Even with the rather flat-looking slate on the surface, there are numerous key assumptions we can make about expected field behavior, some of which I have covered in other places already this week. The first is that the perceived value on the slate is at the wide receiver position. That makes sense, in totality, considering the general state of NFL rosters and how they have evolved during the previous two months since pricing was released. This is also the position where the soft pricing does take on a sort of stars and scrubs approach, with elevated expected ownership clumped near the extremes in player pricing. The lack of true running back value (there is value at the position, but it is more in the realm of “this player carries an elite ceiling and isn’t being treated as such”) also compounds at wide receiver because there are simply more bodies that play the position. These aspects come together to create a situation where the field is highly likely to utilize wide receiver in the FLEX, something we will discuss further below.

The next assumption we can make is that the field has no idea which game environments to attack, as evidenced by the spread-out nature of expected quarterback ownership. I absolutely love slates like this – we needn’t make moves away from equilibrium that are as large to generate the same, or more, in some cases, leverage. Chef’s kiss.

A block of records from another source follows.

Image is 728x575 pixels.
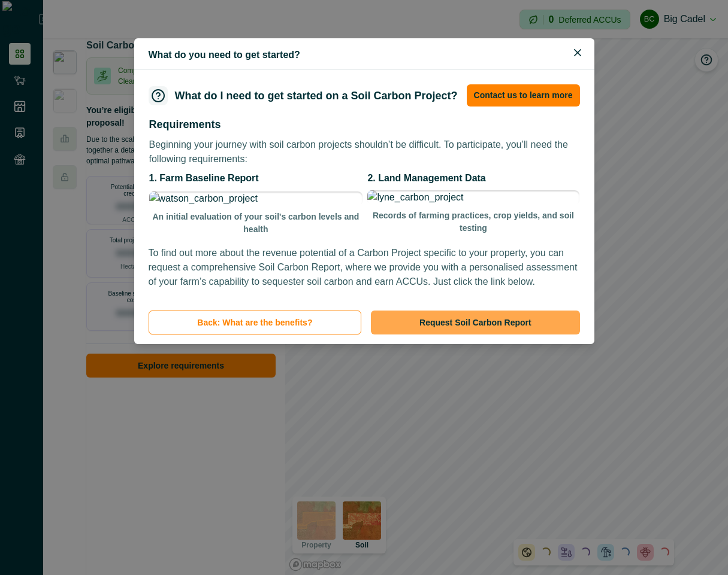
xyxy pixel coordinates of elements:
[134,39,594,70] header: What do you need to get started?
[367,190,578,205] img: lyne_carbon_project
[568,43,587,62] button: Close
[149,171,259,186] p: 1. Farm Baseline Report
[149,192,363,206] img: watson_carbon_project
[148,246,580,289] p: To find out more about the revenue potential of a Carbon Project specific to your property, you c...
[371,310,579,334] button: Request Soil Carbon Report
[149,138,579,167] p: Beginning your journey with soil carbon projects shouldn’t be difficult. To participate, you’ll n...
[367,209,578,235] p: Records of farming practices, crop yields, and soil testing
[367,171,485,186] p: 2. Land Management Data
[149,117,221,133] p: Requirements
[467,85,580,107] button: Contact us to learn more
[149,211,363,236] p: An initial evaluation of your soil's carbon levels and health
[175,91,458,101] h3: What do I need to get started on a Soil Carbon Project?
[148,310,362,334] button: Back: What are the benefits?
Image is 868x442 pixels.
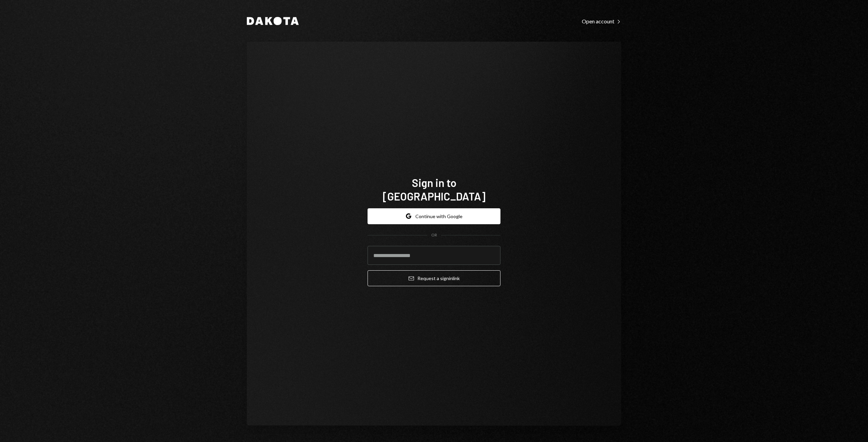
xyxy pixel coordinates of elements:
[582,18,621,25] a: Open account
[368,176,500,203] h1: Sign in to [GEOGRAPHIC_DATA]
[431,232,437,238] div: OR
[582,18,621,25] div: Open account
[368,270,500,286] button: Request a signinlink
[368,208,500,224] button: Continue with Google
[487,251,495,259] keeper-lock: Open Keeper Popup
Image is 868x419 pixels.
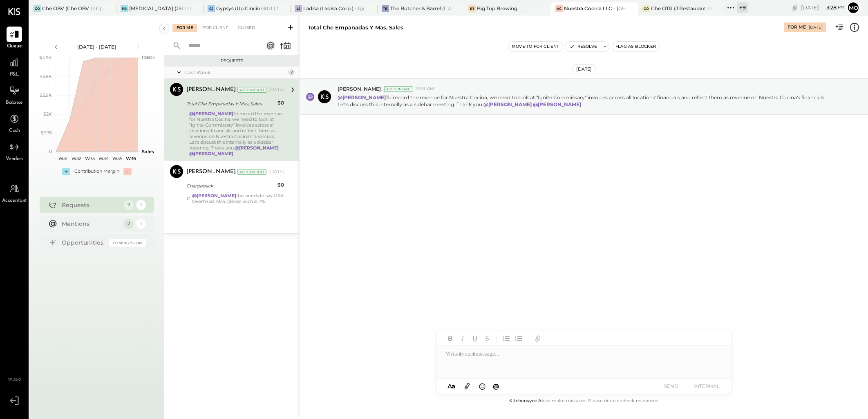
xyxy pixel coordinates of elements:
[40,92,52,98] text: $2.9K
[112,156,122,161] text: W35
[1,55,29,78] a: P&L
[457,333,468,344] button: Italic
[482,333,493,344] button: Strikethrough
[41,129,52,135] text: $978
[237,169,266,175] div: Accountant
[452,382,455,390] span: a
[294,5,302,12] div: L(
[10,71,19,78] span: P&L
[125,156,135,161] text: W36
[555,5,563,12] div: NC
[2,197,27,205] span: Accountant
[288,69,294,75] div: 2
[187,181,275,190] div: Chargeback
[277,99,284,107] div: $0
[508,42,563,51] button: Move to for client
[736,2,748,12] div: + 9
[121,5,128,12] div: PB
[642,5,649,12] div: CO
[1,111,29,135] a: Cash
[168,58,295,64] div: Requests
[513,333,524,344] button: Ordered List
[7,43,22,50] span: Queue
[43,111,52,117] text: $2K
[445,333,455,344] button: Bold
[124,168,132,175] div: -
[612,42,659,51] button: Flag as Blocker
[136,219,146,229] div: 1
[62,43,132,50] div: [DATE] - [DATE]
[493,382,499,390] span: @
[9,127,20,135] span: Cash
[690,380,722,391] button: INTERNAL
[1,181,29,205] a: Accountant
[75,168,119,175] div: Contribution Margin
[216,5,278,12] div: Gypsys (Up Cincinnati LLC) - Ignite
[651,5,713,12] div: Che OTR (J Restaurant LLC) - Ignite
[40,73,52,79] text: $3.9K
[189,151,233,156] strong: @[PERSON_NAME]
[809,24,823,30] div: [DATE]
[566,42,600,51] button: Resolve
[6,156,23,163] span: Vendors
[501,333,512,344] button: Unordered List
[337,94,386,100] strong: @[PERSON_NAME]
[49,148,52,154] text: 0
[445,382,458,390] button: Aa
[337,86,381,92] span: [PERSON_NAME]
[337,94,835,107] p: To record the revenue for Nuestra Cocina, we need to look at "Ignite Commissary" invoices across ...
[303,5,365,12] div: Ladisa (Ladisa Corp.) - Ignite
[99,156,109,161] text: W34
[187,86,236,94] div: [PERSON_NAME]
[532,333,543,344] button: Add URL
[277,181,284,189] div: $0
[476,5,517,12] div: Big Top Brewing
[1,139,29,163] a: Vendors
[468,5,476,12] div: BT
[233,23,259,32] div: Closed
[6,99,23,107] span: Balance
[124,219,134,229] div: 2
[390,5,452,12] div: The Butcher & Barrel (L Argento LLC) - [GEOGRAPHIC_DATA]
[61,201,120,209] div: Requests
[415,86,434,92] span: 12:59 AM
[237,87,266,93] div: Accountant
[58,156,67,161] text: W31
[469,333,480,344] button: Underline
[173,23,198,32] div: For Me
[61,238,105,246] div: Opportunities
[189,110,284,156] div: To record the revenue for Nuestra Cocina, we need to look at "Ignite Commissary" invoices across ...
[234,145,279,151] strong: @[PERSON_NAME]
[40,55,52,61] text: $4.9K
[572,64,595,75] div: [DATE]
[801,4,845,12] div: [DATE]
[192,192,236,198] strong: @[PERSON_NAME]
[307,23,403,31] div: Total Che Empanadas Y Mas, Sales
[187,99,275,107] div: Total Che Empanadas Y Mas, Sales
[846,1,859,15] button: Mo
[42,5,104,12] div: Che OBV (Che OBV LLC) - Ignite
[655,380,687,391] button: SEND
[384,86,413,92] div: Accountant
[269,169,284,175] div: [DATE]
[109,239,146,246] div: Coming Soon
[185,69,286,76] div: Last Week
[208,5,215,12] div: G(
[129,5,191,12] div: [MEDICAL_DATA] (JSI LLC) - Ignite
[787,24,806,31] div: For Me
[142,148,154,154] text: Sales
[85,156,94,161] text: W33
[490,381,501,391] button: @
[34,5,41,12] div: CO
[564,5,626,12] div: Nuestra Cocina LLC - [GEOGRAPHIC_DATA]
[124,200,134,210] div: 2
[1,83,29,107] a: Balance
[192,192,284,204] div: this needs to say G&A Overhead. Also, please accrue 7%.
[381,5,389,12] div: TB
[199,23,232,32] div: For Client
[790,3,798,12] div: copy link
[1,26,29,50] a: Queue
[187,167,236,176] div: [PERSON_NAME]
[269,86,284,93] div: [DATE]
[142,55,154,61] text: Labor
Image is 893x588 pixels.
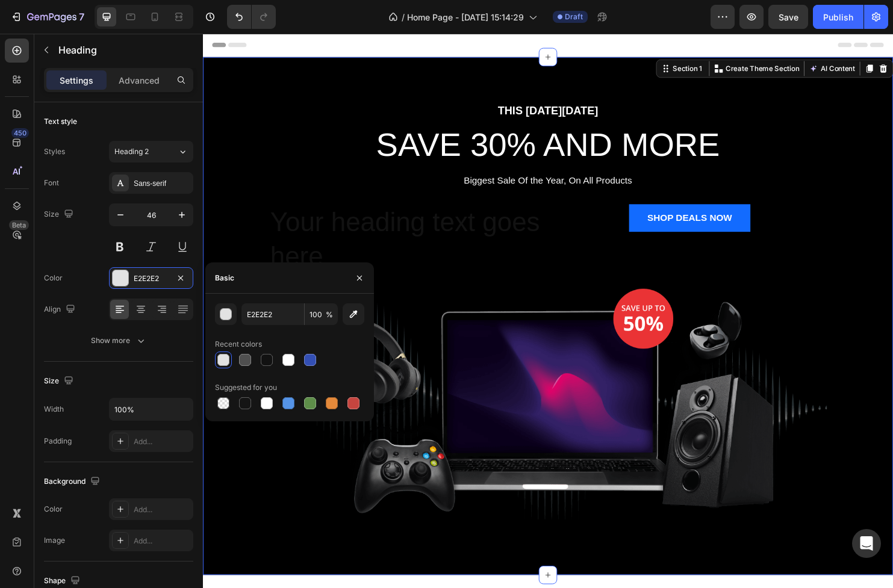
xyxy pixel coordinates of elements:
span: Draft [565,12,583,22]
button: Heading 2 [109,140,193,162]
iframe: Design area [203,34,893,588]
div: Sans-serif [134,178,190,189]
p: Heading [58,43,188,57]
div: Suggested for you [215,383,277,393]
div: Styles [44,146,65,158]
button: AI Content [633,30,686,44]
span: Home Page - [DATE] 15:14:29 [407,11,524,24]
span: Heading 2 [114,146,149,158]
div: Image [44,536,65,546]
div: Add... [134,437,190,448]
div: Text style [44,116,77,127]
p: Create Theme Section [547,32,625,42]
div: Color [44,273,62,284]
div: Font [44,178,59,188]
input: Auto [110,398,192,420]
span: / [402,11,405,24]
p: Settings [60,74,93,87]
div: Background [44,474,102,490]
button: SHOP DEALS NOW [446,179,573,208]
div: Align [44,302,78,318]
div: Add... [134,505,190,515]
button: 7 [5,5,89,29]
div: Undo/Redo [227,5,276,29]
div: 450 [12,129,29,138]
div: Beta [9,220,29,230]
div: Add... [134,536,190,547]
span: Save [779,12,799,22]
div: Publish [823,11,854,24]
div: Size [44,207,76,222]
button: Show more [44,330,193,352]
div: Padding [44,436,72,447]
button: Save [768,5,808,29]
div: Show more [91,335,147,346]
div: Color [44,504,62,514]
div: Open Intercom Messenger [852,530,881,558]
p: 7 [79,10,85,24]
div: Section 1 [489,32,525,42]
img: Alt Image [69,267,654,510]
div: Width [44,404,64,415]
div: Basic [215,273,234,284]
div: E2E2E2 [134,274,169,284]
div: Size [44,373,76,389]
div: Recent colors [215,339,262,350]
div: SHOP DEALS NOW [465,186,554,201]
input: Eg: FFFFFF [241,304,304,325]
p: Advanced [119,74,160,87]
span: % [326,310,333,320]
button: Publish [813,5,863,29]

The final assumption we’ll make is that the field is not going to know what to do at defense, because they already don’t know what to do with their offensive pieces. These three assumptions will guide our exploration of the slate ahead.

RESTRICTIVE CHALK VS EXPANSIVE CHALK::

Quick explanation :: Restrictive chalk is an expected highly owned piece that restricts the maneuverability of the remainder of your roster while expansive chalk is an expected highly owned piece that allows for higher amounts of maneuverability on the remainder of your roster. Classifying various forms of chalk as either restrictive or expansive allows us to visualize what it means for roster construction on a given slate and how restrictive a certain player might be – meaning more of the field will look similar from a roster construction standpoint with that piece.

CHRISTIAN MCCAFFREY*

RESTRICTIVE CHALK. McCaffrey comes with a clear asterisk after being downgraded to limited Thursday and sitting out practice on Friday. I get the feeling the field is going to have a rather large knee-jerk reaction here after the similarities to his situation before the 2024 season. We’ll have to check back in on this one Saturday morning on The Slate podcast. Suffice to say, at present, we can safely pencil in a bump to the expected ownership for the other running backs in the upper echelon of player pricing should we get a negative Schefter bomb overnight Saturday. Stay tuned.

DE’VON ACHANE

RESTRICTIVE CHALK. Achane traded in his historic efficiency in 2023 for increased volume in 2024, something that worked out to a net negative due to his declining ceiling in what amounted to a predictable and one-dimensional Miami offense. I have beaten the dead horse on the causal factors behind the Dolphins decline last season, so we won’t rehash that entirely here. Just know that Achane ceiling likely goes the way of the Miami season – elite if they return to the top 10 in scoring and quite mundane if they are unable to force teams out of two-high defensive alignments because they can’t run the ball effectively.

CHASE BROWN

RESTRICTIVE CHALK. Chase Brown had a monster second half of the 2024 season following the injury to Zack Moss. Moss is no longer in town, leaving the field giddy to enlist Brown’s services in Week 1. Realize this is still a running back that topped 26.3 DK points only once all season while playing for an offense that led the league in PROE, by a wide margin. The matchup on the ground does him no favors against a Jim Schwartz defense, either.